Green House Think Tank publishes many different sorts of contribution to green politics. This includes the regulation publication of Reports, Gases, Green Reads and Newsletters, however have also published Books, Pamphlets, Consultation responses, and comms materials like flyers, posters, booklets and digital images.
Emotions are important in explaining our motivations and behaviour but have been left out of the discourse on climate change. Mental health impacts of climate change need to be acknowledged. We need a collective mourning of what we are losing so we create space for the new, better ways of living
John Blewitt's response to the international initiative of the Global Commission on the Economy and Climate
The Political and Constitutional Reform Committee held an inquiry looking at the future of devolution in the United Kingdom. The Committee will be considering how devolution should be taken forward in Scotland, and whether England, Wales and Northern Ireland should be offered further devolution
This paper outlines the results of the transnational project “The potential impact of Brexit on the prospects for a green transition in Europe” implemented in 2017 by the green European Foundation
A collection of contributions from Rupert Read, Victor Anderson, Neal Lawson, Jonathan Essex and Sara Parkin.

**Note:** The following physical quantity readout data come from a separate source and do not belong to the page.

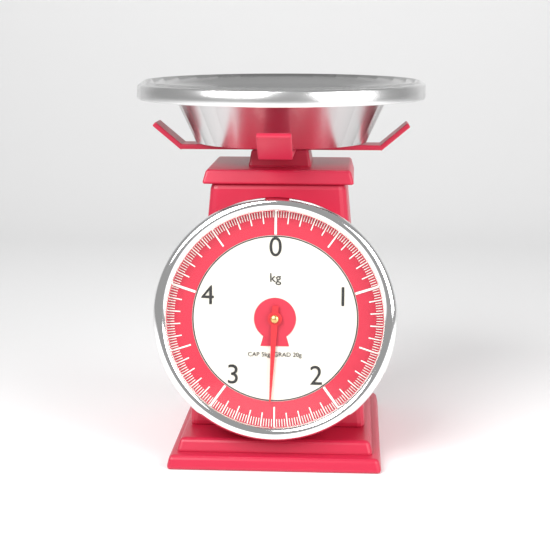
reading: 2.54 kg
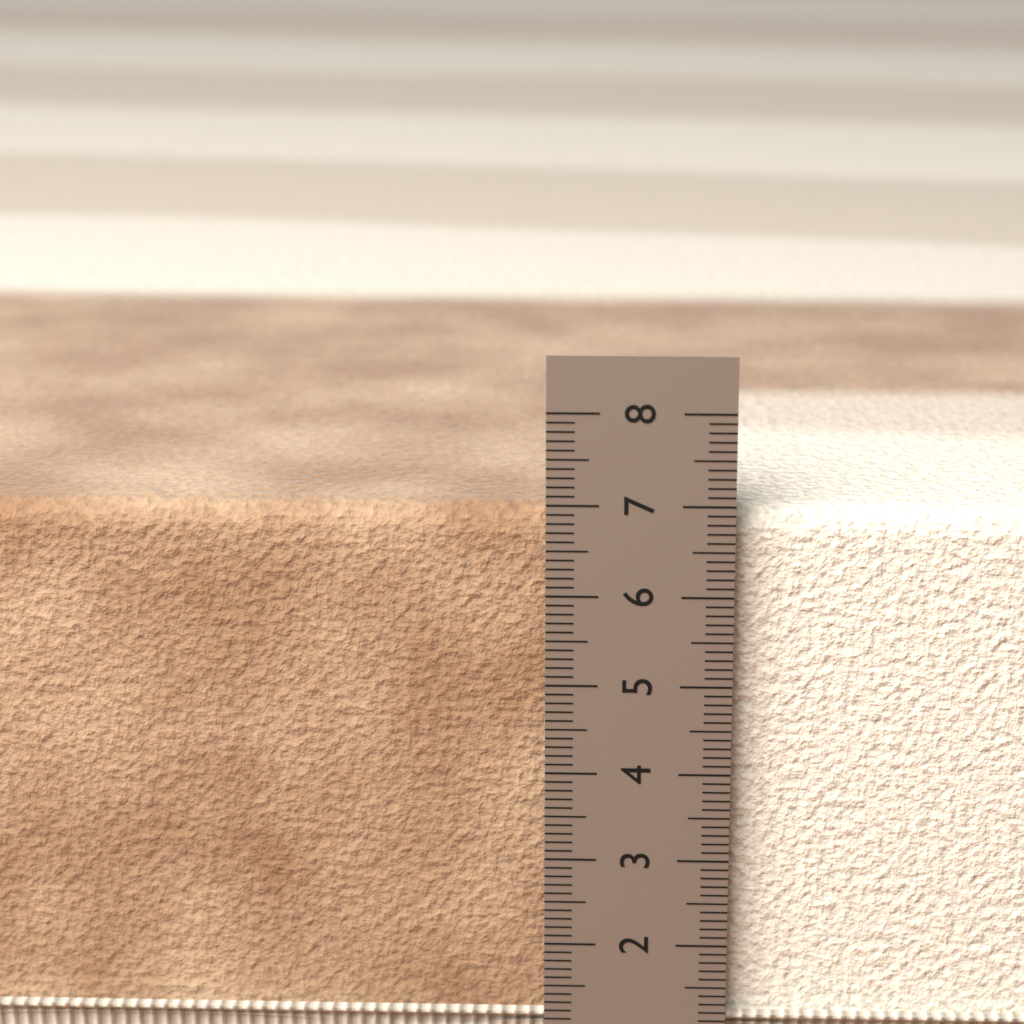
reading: 6.9 cm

This polemical pamphlet is a significant contribution to the current debate about what needs to be done if democracy is to flourish in a world of ‘fake news’ and ‘post-truth’.
This report is a case study using the Isle of Wight to develop a model to estimate the number of jobs that would be created by the transition of key sectors of the economy.

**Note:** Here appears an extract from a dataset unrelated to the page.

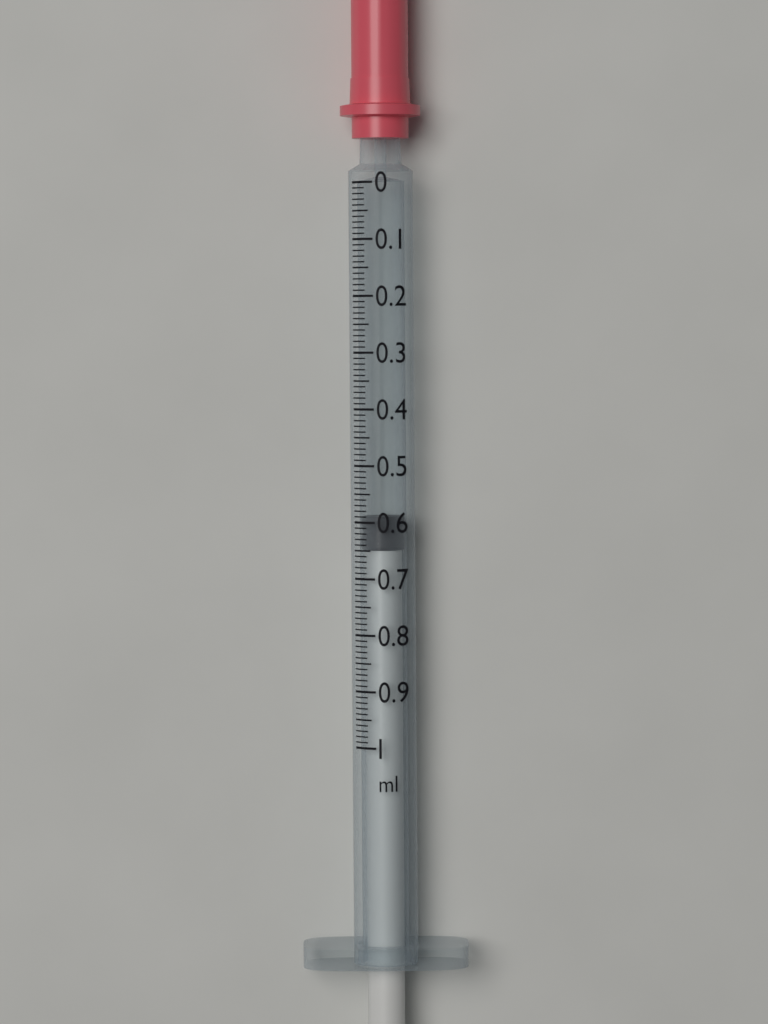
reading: 0.59 ml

Gas by Sara Parkin, Principal Associate of the Sustainability Literacy Project, and former Leader of the Green Party.
This essay lays out the premises that shape the facing up to climate reality project undertaken by Greenhouse in 2017-18. The project addressed the widening chasm between climate science and climate policy, the reasons for it, and how to bridge it.

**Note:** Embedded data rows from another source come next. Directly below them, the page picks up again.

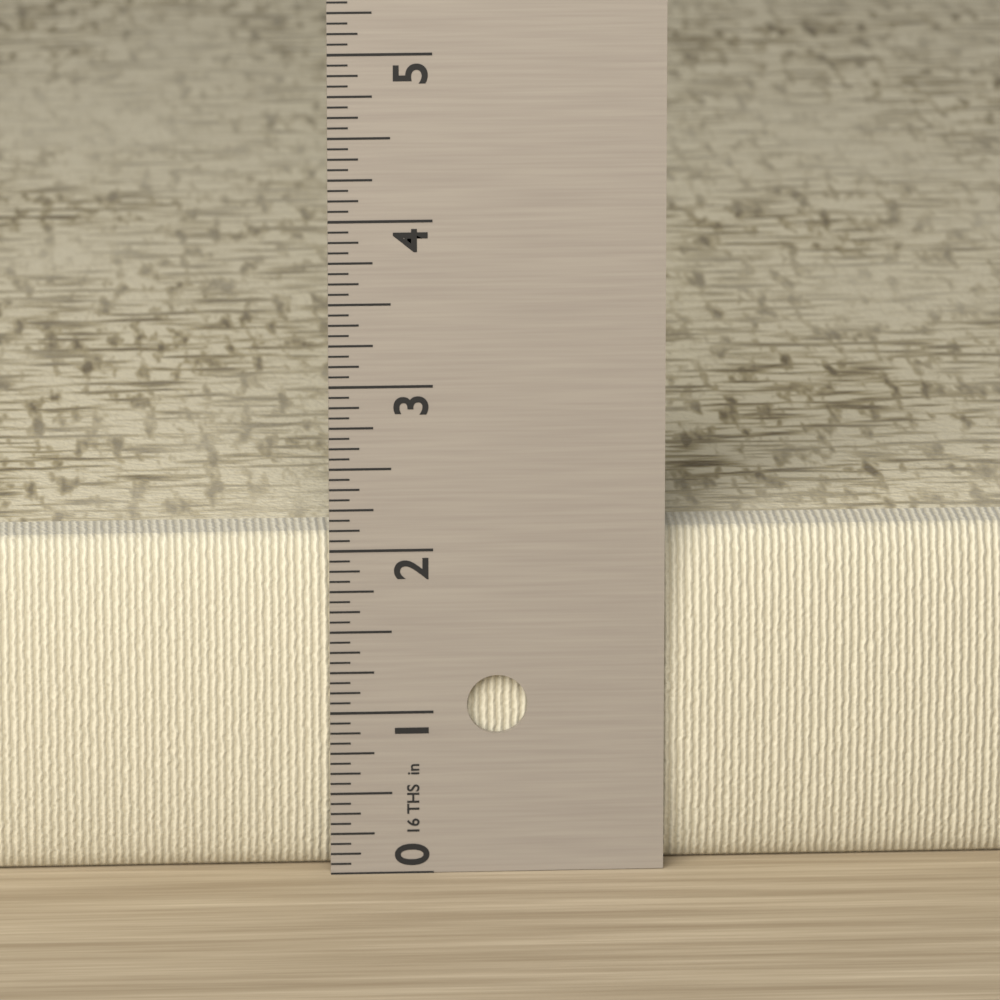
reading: 2.0625 in
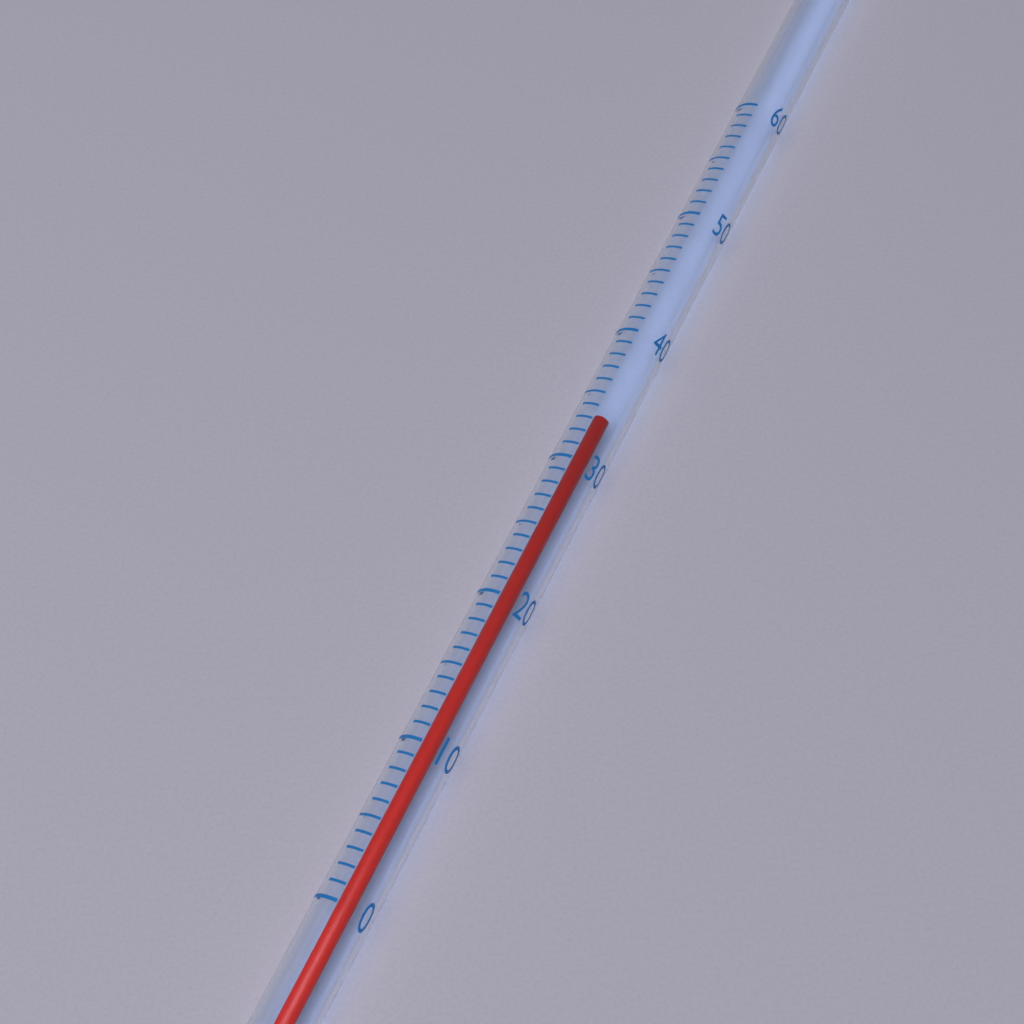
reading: 34 (no unit)
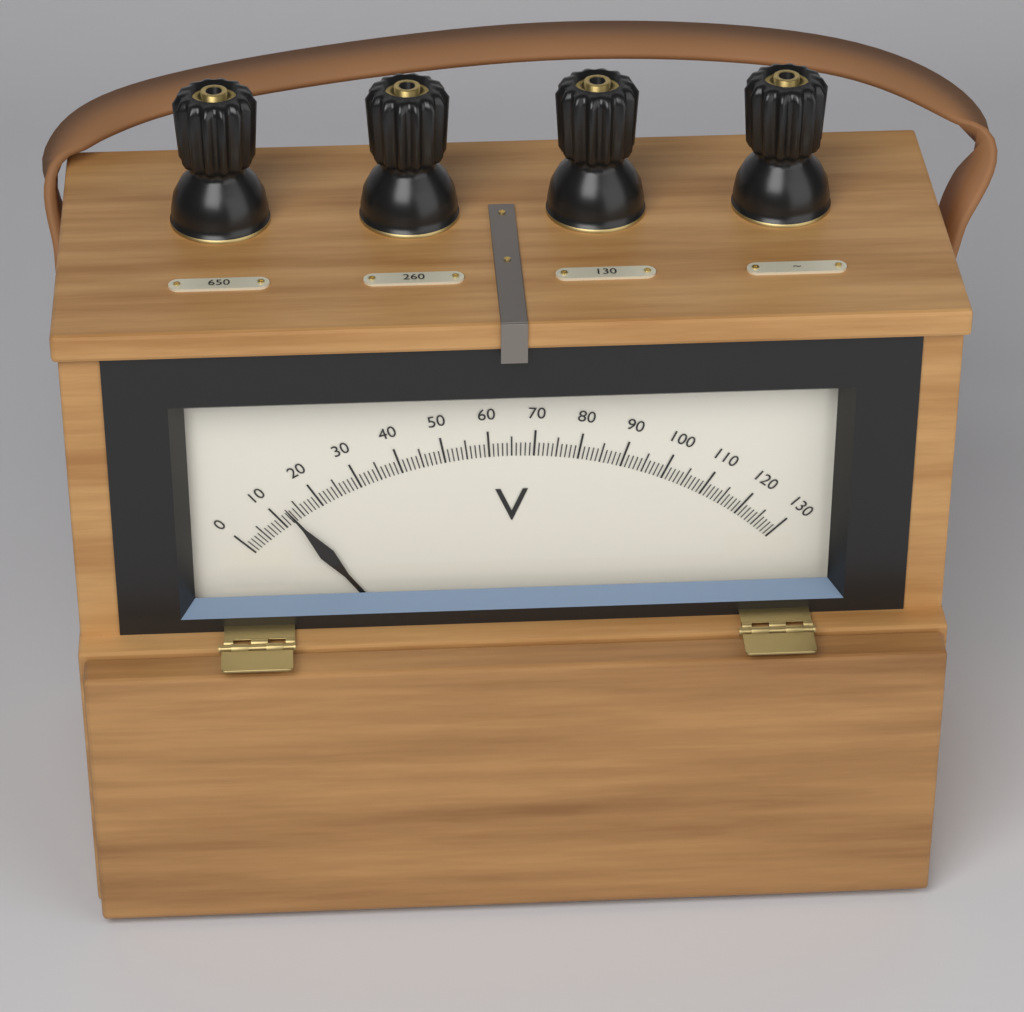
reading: 13 V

What can climate change tells us about the place of humans in the world and what being realistic about our climate future entails? Escaping popular wicked-problem framing of issues, but building awareness into policy thinking can mean hope for reaching transformative change while remaining realistic
The climate situation must be declared and treated as a global emergency if we are to have any chance of responding appropriately. At present, on climate change, the UK government combines self-congratulation, disavowal, missed opportunities, incoherence and delay.